Tuesday, January 5, 2010

Book #84: Her Fearful Symmetry

Title: Her Fearful Symmetry
Author: Audrey Niffeneger

Whoops! I forgot this one in my book count from last year. I guess I really read 84 books, which puts me only four back from 2008, when I got to 88 (but several of those were cookbooks, I just can't not be competitive, even with myself!).

I know there are lots of people out there who like fantasy and science fiction. I'm not one of them. I barely tolerated The Lion, the Witch, and the Wardrobe as a kid and I hated A Wrinkle in Time (what kinds of enemies have I earned myself?). For some reason, even though her characters travel through time and live as ghosts, Audrey Niffeneger's books feel enough like real life that I really like them. Does that even make any sense?

And I guess I also have to recant some of what I said here, because although I found the first three-quarters of Her Fearful Symmetry to be totally charming, it did get weird at the end. The book is the story of Valentina and Julia Poole, twenty-year-old identical twins who live in Chicago when they get the news that their aunt Elspeth (their mother's identical twin) has died, leaving her London flat and her fortune to them, under the condition that they come spend a year living in the flat. By the time they arrive, Elspeth comes to realize that she's not so dead after all, living as a ghost, but limited to the confines of the apartment. The girls become close to the other people living in the building (including Elspeth's lover) and learn secrets about their mother and aunt.

I heard Audrey Niffenegger interviewed somewhere (was it Fresh Air? Diane Rheem?) about writing the book, and how she became a guide at London's Highgate Cemetery (the cemetery figures prominently in the narrative). I find that I enjoy books a lot more if I've heard the author speak about the writing process (which I guess shouldn't be all that surprising). In this case, I wonder if I would have liked the book as much without the author interview or the good feelings I had about The Time Traveler's Wife-- if it had existed in a vacuum. It's a quick read and a page turner, but the end strayed a little bit far from what this realistic kind of girl felt entirely comfortable with.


### What this task involves:
Search the data for "Image" and copy every matching line.

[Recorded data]
****

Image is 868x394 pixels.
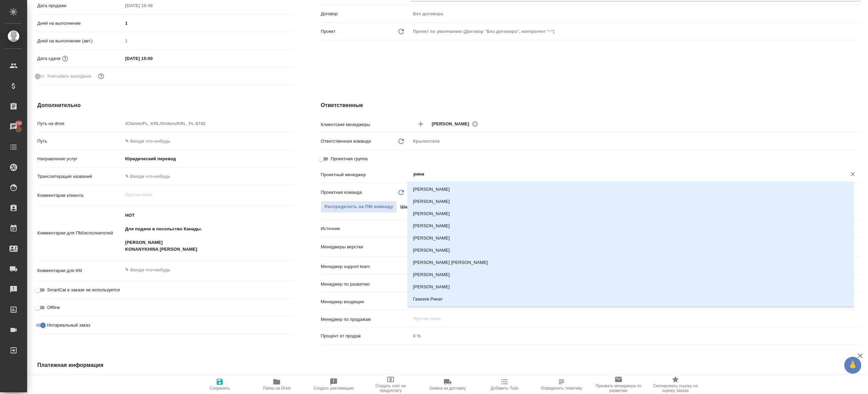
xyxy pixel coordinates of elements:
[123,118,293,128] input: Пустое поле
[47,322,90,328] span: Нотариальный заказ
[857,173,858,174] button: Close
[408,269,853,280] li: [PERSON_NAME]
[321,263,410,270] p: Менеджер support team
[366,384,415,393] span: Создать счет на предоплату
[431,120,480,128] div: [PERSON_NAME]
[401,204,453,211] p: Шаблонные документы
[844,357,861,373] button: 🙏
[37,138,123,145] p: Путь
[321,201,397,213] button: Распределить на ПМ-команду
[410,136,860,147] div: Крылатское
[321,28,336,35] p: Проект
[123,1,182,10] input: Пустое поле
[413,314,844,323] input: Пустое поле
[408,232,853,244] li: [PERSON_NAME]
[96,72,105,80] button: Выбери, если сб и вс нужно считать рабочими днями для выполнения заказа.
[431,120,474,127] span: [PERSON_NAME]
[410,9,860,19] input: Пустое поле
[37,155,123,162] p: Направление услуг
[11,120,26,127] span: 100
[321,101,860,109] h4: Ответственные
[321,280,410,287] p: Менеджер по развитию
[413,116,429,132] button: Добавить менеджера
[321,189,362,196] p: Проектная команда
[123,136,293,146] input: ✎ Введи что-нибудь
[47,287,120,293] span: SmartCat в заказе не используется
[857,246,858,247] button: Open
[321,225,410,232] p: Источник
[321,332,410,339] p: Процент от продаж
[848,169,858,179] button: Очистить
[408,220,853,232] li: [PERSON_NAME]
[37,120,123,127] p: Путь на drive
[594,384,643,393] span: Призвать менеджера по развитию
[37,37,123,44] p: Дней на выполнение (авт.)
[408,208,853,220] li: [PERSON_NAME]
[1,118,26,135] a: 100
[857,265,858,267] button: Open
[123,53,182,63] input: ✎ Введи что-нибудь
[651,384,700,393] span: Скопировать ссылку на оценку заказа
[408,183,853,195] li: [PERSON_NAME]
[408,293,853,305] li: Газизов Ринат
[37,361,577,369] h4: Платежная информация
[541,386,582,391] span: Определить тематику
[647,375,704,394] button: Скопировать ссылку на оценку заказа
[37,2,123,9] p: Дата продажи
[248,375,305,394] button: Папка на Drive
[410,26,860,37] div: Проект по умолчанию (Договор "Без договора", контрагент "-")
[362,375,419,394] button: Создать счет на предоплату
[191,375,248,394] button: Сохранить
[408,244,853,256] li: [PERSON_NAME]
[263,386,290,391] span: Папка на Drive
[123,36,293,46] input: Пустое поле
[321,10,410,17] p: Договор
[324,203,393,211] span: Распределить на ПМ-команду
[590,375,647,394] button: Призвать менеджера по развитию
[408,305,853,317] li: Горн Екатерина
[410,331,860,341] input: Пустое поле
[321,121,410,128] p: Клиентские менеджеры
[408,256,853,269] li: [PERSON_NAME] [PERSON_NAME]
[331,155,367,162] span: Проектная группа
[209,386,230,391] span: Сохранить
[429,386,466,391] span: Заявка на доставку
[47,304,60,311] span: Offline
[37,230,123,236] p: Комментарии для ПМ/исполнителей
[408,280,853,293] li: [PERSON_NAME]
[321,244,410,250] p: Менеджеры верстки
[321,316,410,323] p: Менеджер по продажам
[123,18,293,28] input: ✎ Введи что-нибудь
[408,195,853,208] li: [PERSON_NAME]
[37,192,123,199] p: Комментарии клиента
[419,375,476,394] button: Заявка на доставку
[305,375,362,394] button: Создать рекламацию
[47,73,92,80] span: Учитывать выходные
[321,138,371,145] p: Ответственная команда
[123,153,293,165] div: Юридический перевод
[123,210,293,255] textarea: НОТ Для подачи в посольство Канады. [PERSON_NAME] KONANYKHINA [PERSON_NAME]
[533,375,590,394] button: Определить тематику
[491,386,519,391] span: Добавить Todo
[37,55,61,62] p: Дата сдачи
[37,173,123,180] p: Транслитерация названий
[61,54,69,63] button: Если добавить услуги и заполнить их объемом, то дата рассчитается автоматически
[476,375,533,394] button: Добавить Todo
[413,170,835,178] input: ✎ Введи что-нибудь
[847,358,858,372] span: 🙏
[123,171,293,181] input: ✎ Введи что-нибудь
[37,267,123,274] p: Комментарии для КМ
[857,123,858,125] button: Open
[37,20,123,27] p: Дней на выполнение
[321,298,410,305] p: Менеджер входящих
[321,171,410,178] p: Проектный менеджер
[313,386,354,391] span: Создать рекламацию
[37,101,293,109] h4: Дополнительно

****

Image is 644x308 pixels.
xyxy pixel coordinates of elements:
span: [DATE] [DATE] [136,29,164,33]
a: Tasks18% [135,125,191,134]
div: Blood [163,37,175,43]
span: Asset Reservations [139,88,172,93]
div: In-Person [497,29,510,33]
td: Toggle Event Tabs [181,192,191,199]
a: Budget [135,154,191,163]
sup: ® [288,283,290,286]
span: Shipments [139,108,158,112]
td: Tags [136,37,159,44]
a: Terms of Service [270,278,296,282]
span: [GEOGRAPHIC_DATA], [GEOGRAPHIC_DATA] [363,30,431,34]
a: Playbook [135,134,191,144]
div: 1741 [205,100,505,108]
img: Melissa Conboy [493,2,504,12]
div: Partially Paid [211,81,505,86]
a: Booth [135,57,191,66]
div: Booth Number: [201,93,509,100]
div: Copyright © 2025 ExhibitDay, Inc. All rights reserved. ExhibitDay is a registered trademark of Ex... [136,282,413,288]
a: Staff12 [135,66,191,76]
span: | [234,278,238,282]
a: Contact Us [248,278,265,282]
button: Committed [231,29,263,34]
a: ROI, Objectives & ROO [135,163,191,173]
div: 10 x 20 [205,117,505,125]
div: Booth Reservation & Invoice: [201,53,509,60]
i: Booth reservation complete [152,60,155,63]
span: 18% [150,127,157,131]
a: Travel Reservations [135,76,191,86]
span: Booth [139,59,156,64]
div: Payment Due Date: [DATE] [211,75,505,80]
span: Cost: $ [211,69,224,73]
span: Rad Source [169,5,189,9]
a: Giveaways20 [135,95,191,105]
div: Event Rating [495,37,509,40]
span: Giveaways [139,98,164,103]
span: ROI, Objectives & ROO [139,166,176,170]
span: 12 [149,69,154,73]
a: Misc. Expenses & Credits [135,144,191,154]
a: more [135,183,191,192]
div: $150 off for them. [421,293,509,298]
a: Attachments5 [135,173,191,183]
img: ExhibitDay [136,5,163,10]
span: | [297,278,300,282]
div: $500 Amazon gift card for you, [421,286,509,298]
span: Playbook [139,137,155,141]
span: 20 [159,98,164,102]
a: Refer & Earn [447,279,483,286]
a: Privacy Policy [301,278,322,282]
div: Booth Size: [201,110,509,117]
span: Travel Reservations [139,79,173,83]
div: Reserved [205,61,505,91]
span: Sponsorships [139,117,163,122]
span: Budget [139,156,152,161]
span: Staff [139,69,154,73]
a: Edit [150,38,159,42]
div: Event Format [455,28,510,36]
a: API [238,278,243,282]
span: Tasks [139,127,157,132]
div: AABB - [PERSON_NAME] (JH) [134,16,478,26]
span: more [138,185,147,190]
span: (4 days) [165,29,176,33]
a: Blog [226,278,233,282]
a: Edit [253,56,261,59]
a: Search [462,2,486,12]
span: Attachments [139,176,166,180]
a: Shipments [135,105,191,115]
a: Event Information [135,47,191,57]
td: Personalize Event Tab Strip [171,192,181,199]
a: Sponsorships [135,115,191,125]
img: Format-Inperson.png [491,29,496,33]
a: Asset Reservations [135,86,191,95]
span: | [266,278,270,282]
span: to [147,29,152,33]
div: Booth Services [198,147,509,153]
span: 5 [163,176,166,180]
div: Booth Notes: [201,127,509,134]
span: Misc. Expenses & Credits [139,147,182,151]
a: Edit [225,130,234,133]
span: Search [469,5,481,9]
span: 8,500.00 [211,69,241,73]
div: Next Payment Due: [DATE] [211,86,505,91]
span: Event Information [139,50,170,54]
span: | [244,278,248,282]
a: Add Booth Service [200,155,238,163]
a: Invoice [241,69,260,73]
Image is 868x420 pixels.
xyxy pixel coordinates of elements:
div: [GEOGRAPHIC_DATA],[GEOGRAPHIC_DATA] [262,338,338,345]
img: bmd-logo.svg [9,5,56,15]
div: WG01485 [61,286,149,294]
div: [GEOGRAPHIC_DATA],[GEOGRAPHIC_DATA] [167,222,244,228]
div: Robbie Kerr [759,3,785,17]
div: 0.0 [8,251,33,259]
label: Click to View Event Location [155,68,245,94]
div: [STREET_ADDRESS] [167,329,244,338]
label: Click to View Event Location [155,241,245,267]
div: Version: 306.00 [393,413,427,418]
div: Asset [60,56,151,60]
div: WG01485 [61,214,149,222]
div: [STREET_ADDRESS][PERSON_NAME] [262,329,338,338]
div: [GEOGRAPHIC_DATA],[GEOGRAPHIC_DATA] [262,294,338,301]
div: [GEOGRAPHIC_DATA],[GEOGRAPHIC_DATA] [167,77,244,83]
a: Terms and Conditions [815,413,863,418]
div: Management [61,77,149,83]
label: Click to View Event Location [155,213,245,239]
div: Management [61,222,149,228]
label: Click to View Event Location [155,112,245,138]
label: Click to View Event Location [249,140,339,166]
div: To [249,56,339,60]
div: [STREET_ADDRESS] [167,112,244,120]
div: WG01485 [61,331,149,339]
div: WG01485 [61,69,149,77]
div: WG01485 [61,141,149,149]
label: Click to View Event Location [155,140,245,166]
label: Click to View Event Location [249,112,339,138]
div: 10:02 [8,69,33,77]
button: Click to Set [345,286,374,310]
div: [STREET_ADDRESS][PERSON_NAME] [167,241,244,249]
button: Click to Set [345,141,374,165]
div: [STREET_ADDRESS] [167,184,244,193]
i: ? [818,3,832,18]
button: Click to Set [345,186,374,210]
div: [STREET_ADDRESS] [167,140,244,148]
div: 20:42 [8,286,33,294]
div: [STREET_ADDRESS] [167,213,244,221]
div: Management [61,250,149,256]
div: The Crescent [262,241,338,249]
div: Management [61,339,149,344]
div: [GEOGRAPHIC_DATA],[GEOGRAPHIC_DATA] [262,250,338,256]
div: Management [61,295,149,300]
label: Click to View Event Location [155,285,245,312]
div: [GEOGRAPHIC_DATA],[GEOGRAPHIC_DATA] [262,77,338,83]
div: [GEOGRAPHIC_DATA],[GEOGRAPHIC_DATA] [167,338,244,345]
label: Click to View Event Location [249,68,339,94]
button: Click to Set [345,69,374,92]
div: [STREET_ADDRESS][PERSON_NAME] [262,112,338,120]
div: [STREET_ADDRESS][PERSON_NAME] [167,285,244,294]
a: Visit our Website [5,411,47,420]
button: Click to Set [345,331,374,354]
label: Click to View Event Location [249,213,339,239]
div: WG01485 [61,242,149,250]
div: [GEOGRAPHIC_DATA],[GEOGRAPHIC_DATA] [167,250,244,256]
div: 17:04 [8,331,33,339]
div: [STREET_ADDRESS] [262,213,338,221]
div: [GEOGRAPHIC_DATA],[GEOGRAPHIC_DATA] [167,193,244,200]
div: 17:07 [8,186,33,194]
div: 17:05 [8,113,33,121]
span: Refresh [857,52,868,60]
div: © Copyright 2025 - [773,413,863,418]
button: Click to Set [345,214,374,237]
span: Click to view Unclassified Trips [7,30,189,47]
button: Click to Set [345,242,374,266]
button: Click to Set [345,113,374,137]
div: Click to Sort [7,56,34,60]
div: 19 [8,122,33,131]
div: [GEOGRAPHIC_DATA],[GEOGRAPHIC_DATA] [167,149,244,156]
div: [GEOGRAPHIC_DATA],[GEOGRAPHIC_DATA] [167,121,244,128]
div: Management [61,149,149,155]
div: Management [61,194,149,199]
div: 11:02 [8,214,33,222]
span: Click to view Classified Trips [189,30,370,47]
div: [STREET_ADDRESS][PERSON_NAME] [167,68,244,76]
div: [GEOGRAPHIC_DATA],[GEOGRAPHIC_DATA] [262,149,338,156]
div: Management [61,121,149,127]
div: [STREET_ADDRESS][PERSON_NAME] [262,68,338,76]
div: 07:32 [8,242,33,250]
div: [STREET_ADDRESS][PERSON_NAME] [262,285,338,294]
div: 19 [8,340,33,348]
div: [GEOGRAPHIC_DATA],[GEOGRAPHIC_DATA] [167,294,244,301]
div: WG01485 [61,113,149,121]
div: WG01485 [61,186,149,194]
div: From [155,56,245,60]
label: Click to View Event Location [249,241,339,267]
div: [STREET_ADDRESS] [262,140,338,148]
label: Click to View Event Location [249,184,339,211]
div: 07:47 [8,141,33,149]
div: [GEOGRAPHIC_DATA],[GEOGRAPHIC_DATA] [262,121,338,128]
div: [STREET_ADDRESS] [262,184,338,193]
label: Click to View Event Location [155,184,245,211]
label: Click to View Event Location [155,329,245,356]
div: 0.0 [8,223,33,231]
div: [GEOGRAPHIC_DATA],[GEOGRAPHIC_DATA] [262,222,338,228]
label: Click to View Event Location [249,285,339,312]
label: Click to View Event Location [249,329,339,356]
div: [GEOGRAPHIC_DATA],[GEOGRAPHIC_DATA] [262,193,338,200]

****

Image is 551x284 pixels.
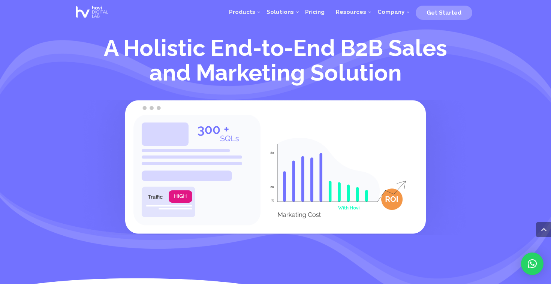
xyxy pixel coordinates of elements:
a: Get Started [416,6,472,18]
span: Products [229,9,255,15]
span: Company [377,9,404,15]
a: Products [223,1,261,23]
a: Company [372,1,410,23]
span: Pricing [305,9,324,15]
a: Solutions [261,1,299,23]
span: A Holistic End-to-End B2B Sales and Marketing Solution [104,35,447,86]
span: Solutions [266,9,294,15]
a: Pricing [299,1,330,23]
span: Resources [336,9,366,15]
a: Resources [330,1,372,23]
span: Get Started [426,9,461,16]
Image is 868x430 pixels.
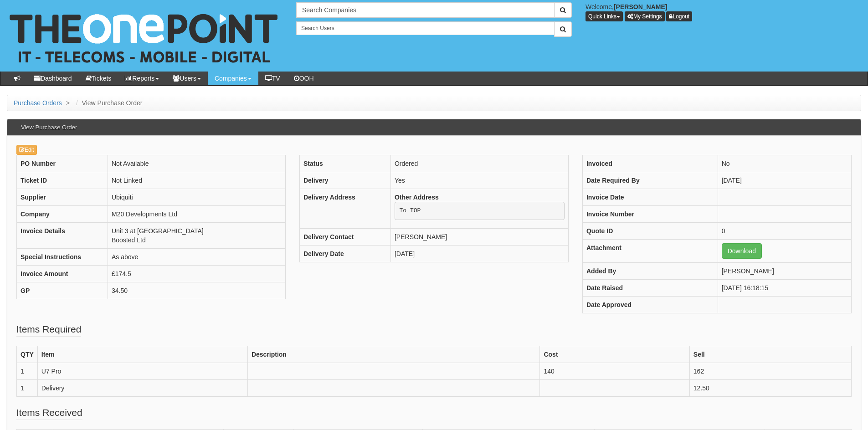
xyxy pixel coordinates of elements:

****

### Response:
Image is 868x394 pixels.
Image is 644x308 pixels.
Image is 868x420 pixels.
Image is 551x284 pixels.
Image is 868x430 pixels.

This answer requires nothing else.